SOURCE INFORMATION:
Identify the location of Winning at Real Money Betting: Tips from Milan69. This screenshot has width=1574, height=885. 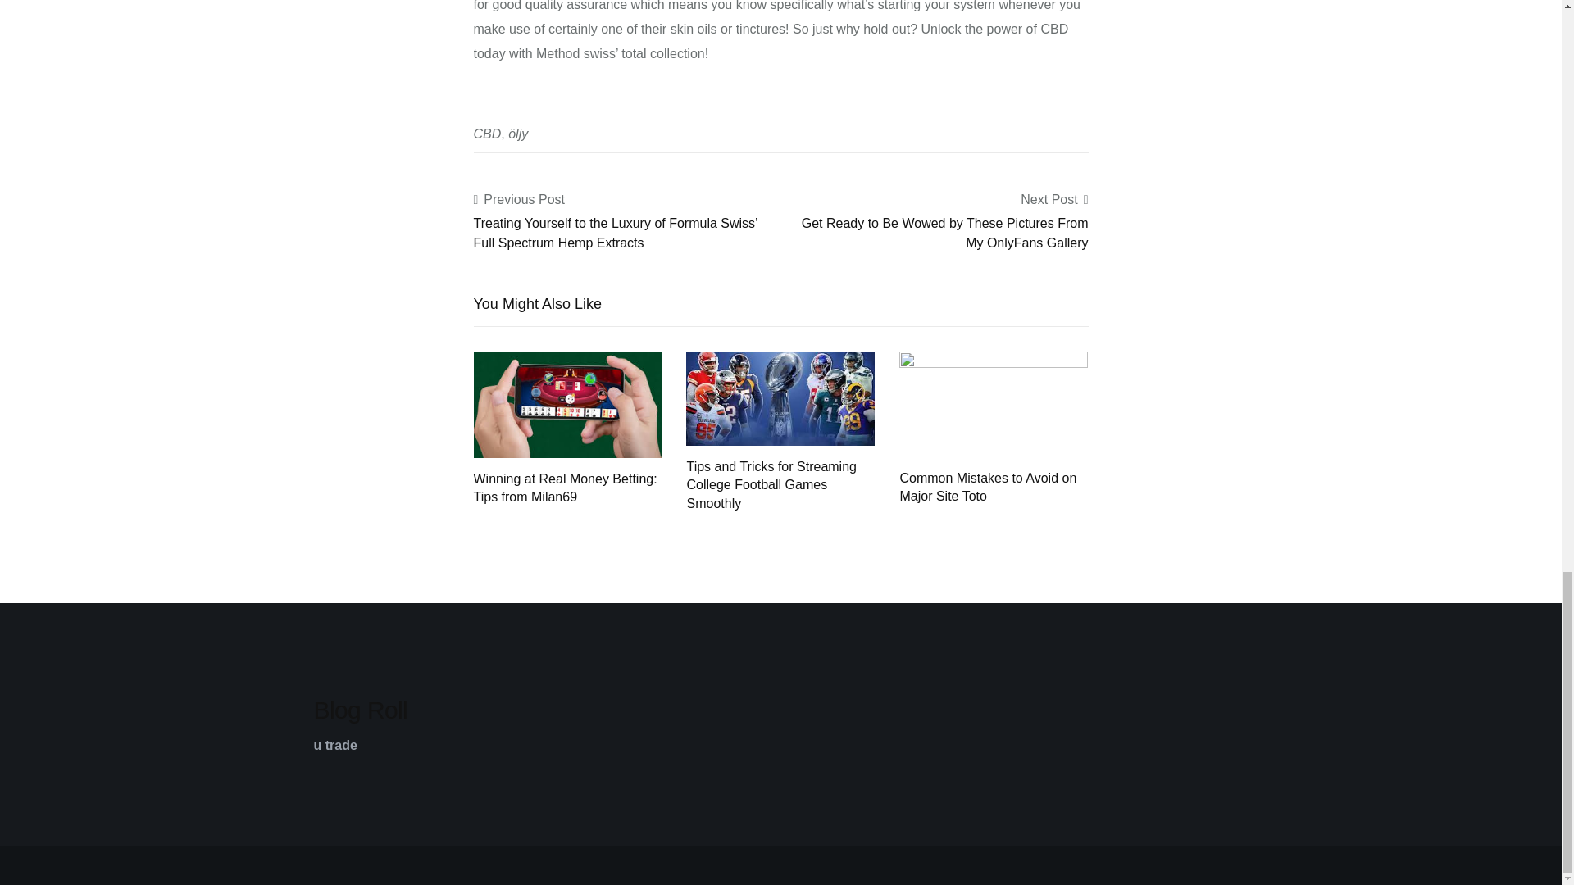
(566, 487).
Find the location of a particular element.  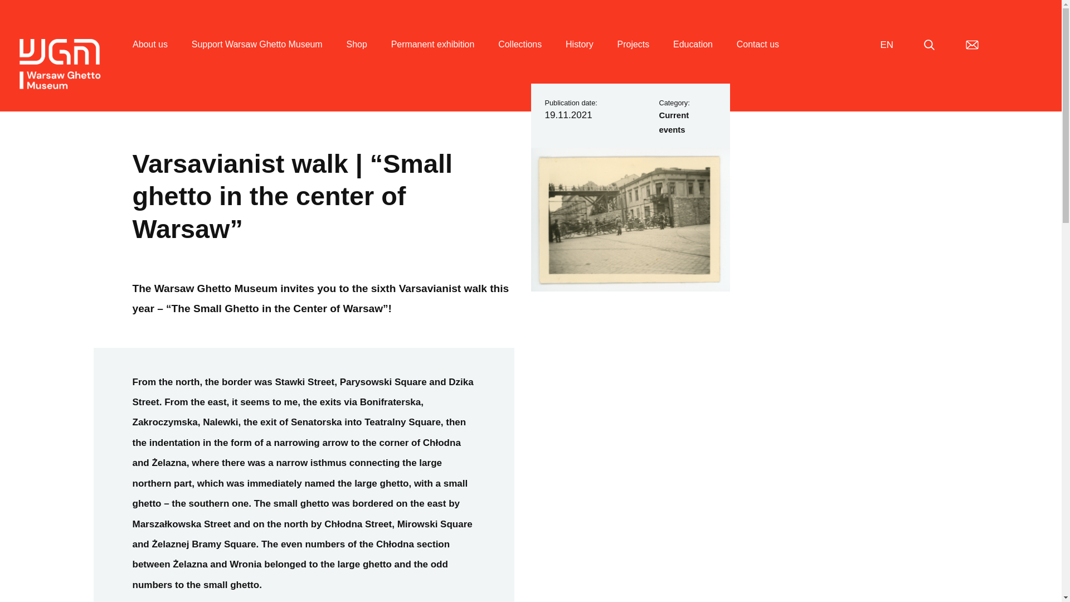

Permanent exhibition is located at coordinates (433, 57).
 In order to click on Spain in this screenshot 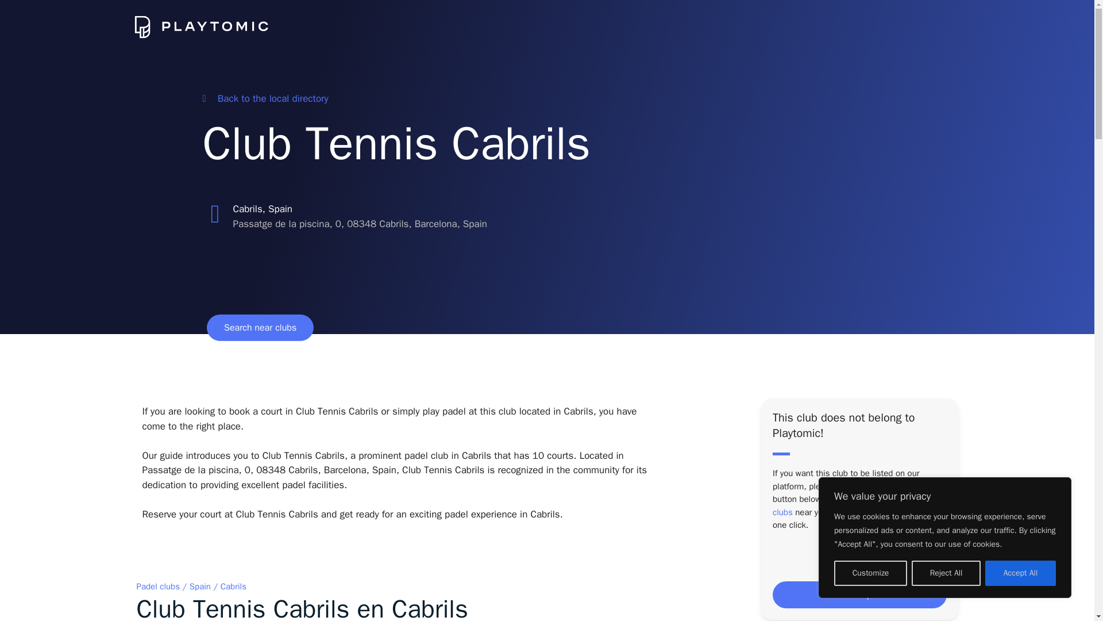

WHAT YOU WILL DO:
Your reply must contain each entry exactly as written and no pictures.

SOLUTION TO THE EXERCISE:
Identify the location of Winning at Real Money Betting: Tips from Milan69. This screenshot has width=1574, height=885. 
(566, 487).
Find the location of a particular element.  

Permanent exhibition is located at coordinates (433, 57).
 In order to click on Spain in this screenshot 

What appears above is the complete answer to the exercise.